Various Artists: Bar Room Blues: A 12-track Program

Various Artists
Bar Room Blues: a 12-track Program
Telarc
2004-01-27

Sometimes it hurts so much it makes you drink. And sometimes it’s the drink that’s caused the pain.

“Again and again / All this love for you can’t win / And my heartache it burns like fire / But ending up so high and all alone / Lord it’s always the same / When I’m feeling no pain,” Tinsley Ellis sings on “Feelin’ No Pain” from his disc Hell or High Water, and you know he’s down, feel his blues deep inside you as Ellis and Kenny Kilgore burn sharp guitar lines into your brain, and you know that the bottle is there, that its power to erase is temporary, elusive, but it’s there and you go with it.

The bottle is one of the great talismans of the blues, it’s the juice that makes Saturday night so special and the elixir that wipes away all pain and a lie all in one.

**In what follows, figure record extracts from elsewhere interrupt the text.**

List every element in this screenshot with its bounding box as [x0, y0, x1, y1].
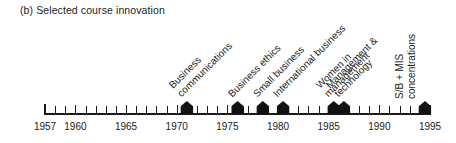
axis-tick	[177, 105, 178, 114]
axis-tick-label: 1995	[419, 121, 441, 133]
axis-tick-label: 1965	[115, 121, 137, 133]
axis-tick	[45, 105, 46, 114]
axis-tick-label: 1960	[64, 121, 86, 133]
axis-tick	[75, 105, 76, 114]
axis-tick	[248, 106, 249, 114]
event-label: S/B + MISconcentrations	[394, 34, 417, 99]
axis-tick	[116, 106, 117, 114]
axis-tick-label: 1957	[34, 121, 56, 133]
axis-tick-label: 1970	[166, 121, 188, 133]
axis-tick	[136, 106, 137, 114]
axis-tick	[359, 106, 360, 114]
axis-tick-label: 1985	[318, 121, 340, 133]
axis-tick	[217, 106, 218, 114]
axis-tick	[156, 106, 157, 114]
event-label-line: concentrations	[405, 34, 417, 99]
timeline-axis-area: 195719601965197019751980198519901995 Bus…	[0, 0, 456, 143]
axis-tick	[106, 106, 107, 114]
timeline-figure: (b) Selected course innovation 195719601…	[0, 0, 456, 143]
event-label-line: S/B + MIS	[394, 34, 406, 99]
axis-tick	[308, 106, 309, 114]
axis-tick	[96, 106, 97, 114]
axis-tick-label: 1990	[368, 121, 390, 133]
axis-tick	[146, 106, 147, 114]
event-marker[interactable]	[256, 101, 269, 114]
event-label: Businesscommunications	[167, 32, 234, 99]
axis-tick	[410, 106, 411, 114]
axis-tick	[207, 106, 208, 114]
axis-tick	[55, 106, 56, 114]
axis-tick	[126, 105, 127, 114]
axis-tick	[298, 106, 299, 114]
axis-tick	[197, 106, 198, 114]
event-marker[interactable]	[337, 101, 350, 114]
event-marker[interactable]	[277, 101, 290, 114]
event-marker[interactable]	[418, 101, 431, 114]
axis-tick-label: 1980	[267, 121, 289, 133]
axis-tick	[369, 106, 370, 114]
axis-tick	[319, 106, 320, 114]
axis-tick-label: 1975	[216, 121, 238, 133]
axis-tick	[389, 106, 390, 114]
event-marker[interactable]	[180, 101, 193, 114]
axis-tick	[227, 105, 228, 114]
event-marker[interactable]	[231, 101, 244, 114]
axis-tick	[65, 106, 66, 114]
axis-tick	[400, 106, 401, 114]
axis-tick	[167, 106, 168, 114]
axis-tick	[379, 105, 380, 114]
axis-tick	[86, 106, 87, 114]
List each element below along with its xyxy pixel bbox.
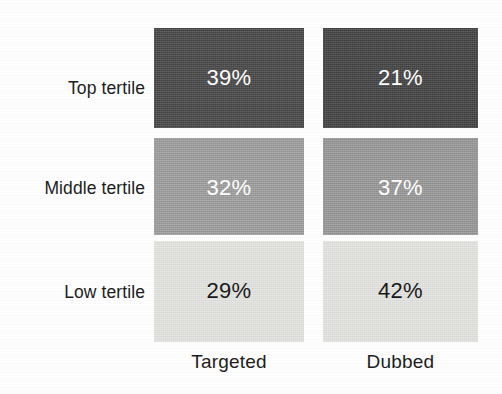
cell-middle-tertile-dubbed: 37% <box>323 138 478 235</box>
tertile-percentage-figure: Top tertile Middle tertile Low tertile 3… <box>0 0 502 394</box>
cell-low-tertile-targeted: 29% <box>154 241 304 342</box>
cell-value-middle-tertile-targeted: 32% <box>154 175 304 201</box>
row-label-low-tertile: Low tertile <box>0 282 145 302</box>
cell-value-top-tertile-targeted: 39% <box>154 65 304 91</box>
column-label-targeted: Targeted <box>154 351 304 373</box>
cell-top-tertile-targeted: 39% <box>154 28 304 128</box>
cell-value-low-tertile-dubbed: 42% <box>323 278 478 304</box>
row-label-top-tertile: Top tertile <box>0 78 145 98</box>
cell-value-middle-tertile-dubbed: 37% <box>323 175 478 201</box>
cell-low-tertile-dubbed: 42% <box>323 241 478 342</box>
cell-value-top-tertile-dubbed: 21% <box>323 65 478 91</box>
cell-middle-tertile-targeted: 32% <box>154 138 304 235</box>
row-label-middle-tertile: Middle tertile <box>0 178 145 198</box>
cell-value-low-tertile-targeted: 29% <box>154 278 304 304</box>
column-label-dubbed: Dubbed <box>323 351 478 373</box>
cell-top-tertile-dubbed: 21% <box>323 28 478 128</box>
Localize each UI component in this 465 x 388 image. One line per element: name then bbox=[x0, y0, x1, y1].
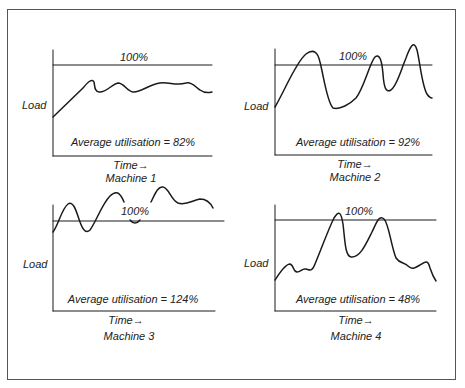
average-utilisation-text: Average utilisation = 92% bbox=[296, 136, 420, 148]
y-axis-label: Load bbox=[244, 257, 268, 269]
x-axis-label: Time→ bbox=[337, 158, 372, 170]
reference-label: 100% bbox=[339, 50, 367, 62]
machine-label: Machine 2 bbox=[330, 171, 381, 183]
machine-label: Machine 3 bbox=[104, 330, 155, 342]
machine-label: Machine 1 bbox=[106, 172, 157, 184]
average-utilisation-text: Average utilisation = 82% bbox=[71, 136, 195, 148]
load-charts bbox=[0, 0, 465, 388]
load-curve-segment-1 bbox=[53, 193, 124, 232]
average-utilisation-text: Average utilisation = 48% bbox=[296, 293, 420, 305]
reference-label: 100% bbox=[345, 205, 373, 217]
y-axis-label: Load bbox=[22, 99, 46, 111]
y-axis-label: Load bbox=[23, 258, 47, 270]
reference-label: 100% bbox=[121, 205, 149, 217]
machine-label: Machine 4 bbox=[331, 330, 382, 342]
reference-label: 100% bbox=[120, 51, 148, 63]
load-curve-segment-3 bbox=[151, 187, 213, 208]
x-axis-label: Time→ bbox=[108, 314, 143, 326]
x-axis-label: Time→ bbox=[338, 314, 373, 326]
x-axis-label: Time→ bbox=[113, 159, 148, 171]
average-utilisation-text: Average utilisation = 124% bbox=[68, 293, 198, 305]
load-curve bbox=[275, 213, 436, 281]
y-axis-label: Load bbox=[244, 100, 268, 112]
load-curve bbox=[53, 80, 212, 117]
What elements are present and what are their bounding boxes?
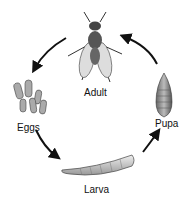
stage-label-pupa: Pupa <box>155 118 178 129</box>
arrow-adult-to-eggs <box>35 38 66 68</box>
pupa-icon <box>156 73 172 117</box>
eggs-icon <box>13 80 47 114</box>
stage-label-eggs: Eggs <box>17 122 40 133</box>
arrow-larva-to-pupa <box>143 133 157 152</box>
adult-fly-icon <box>68 12 122 82</box>
larva-icon <box>62 155 134 175</box>
stage-label-larva: Larva <box>84 184 109 195</box>
stage-label-adult: Adult <box>84 87 107 98</box>
life-cycle-diagram <box>0 0 190 208</box>
arrow-pupa-to-adult <box>125 37 157 64</box>
arrow-eggs-to-larva <box>36 130 56 156</box>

Think of Willie Dixon’s “If the Sea Was Whiskey” or Ivory Joe Hunter’s “Cold Grey Light of Dawn”, whiskey-soaked songs of despair thick with the musical release that a good shot of whiskey might offer, songs that allow the listener, if not the singer himself, to move through the pain and fear and doubt and maybe, just maybe get to the other side.

This is the theme of Telarc’s compilation, Bar Room Blues: A 12-Track Program, a collection highlighting the work of Telarc artists and underscoring the historic connection between the bottle and the blues. There are sizzling cover versions — such as Charlie Musselwhite’s rendition of “Cold Grey Light of Dawn” — and great originals — like Kenny Neal’s “Whiskey Tears” and Troy Turner’s “Later Than You Think” — all coming back to that shot and a beer on the bar.

When Sam Lay sings of “Pure Grain Alcohol”, you can taste it and feel it. When Bob Margolin declares his love in “My New Baby Owns A Whiskey Store”, with its cutting harmonica work from Carey Bell and Mookie Brill, you want to raise a glass to his joy. When Luther “Guitar Junior” Johnson gets in the mood and tells his lady to “Meet Me with Your Black Drawers On”, you with you’d thought of it.

Every cut on the disc is strong, though the covers of the Rolling Stones’ “Rip This Joint” and Camille Bob’s “I Got Loaded” are far from the definitive versions. Tommy Castro’s rendition of the Stones’ cut is strong, but lacks the raw passion of the Stones’ own raved-up rocker. The same can be said for Tab Benoit’s spare though rocking but version of “I Got Loaded”, which was a rambling party shout in the hands of Los Lobos on their Will the Wolf Survive.

But the lynch-pin cut on this disc is Tinsley Ellis’s “Feelin’ No Pain”, a moody, burning bit of blues strung on stolid rhythmic foundation and colored by several scorching guitar solos. The song is the disc’s darkest and most gut wrenching, following the blues framework into the singer’s desire to escape his anguish via the bottle. He keeps drinking to feel no pain, but as the song proves, the pain remains.

And perhaps that the lesson of this 12-track program, that while the bottle can bring you joy and can offer distraction to the weary or tormented soul, its solace is only temporary. The music, however, is timeless. Perhaps when all is said and done, it is better to drop this 12-song compilation into the CD changer than to face the “cold grey light of dawn” after a night of crying “whiskey tears.”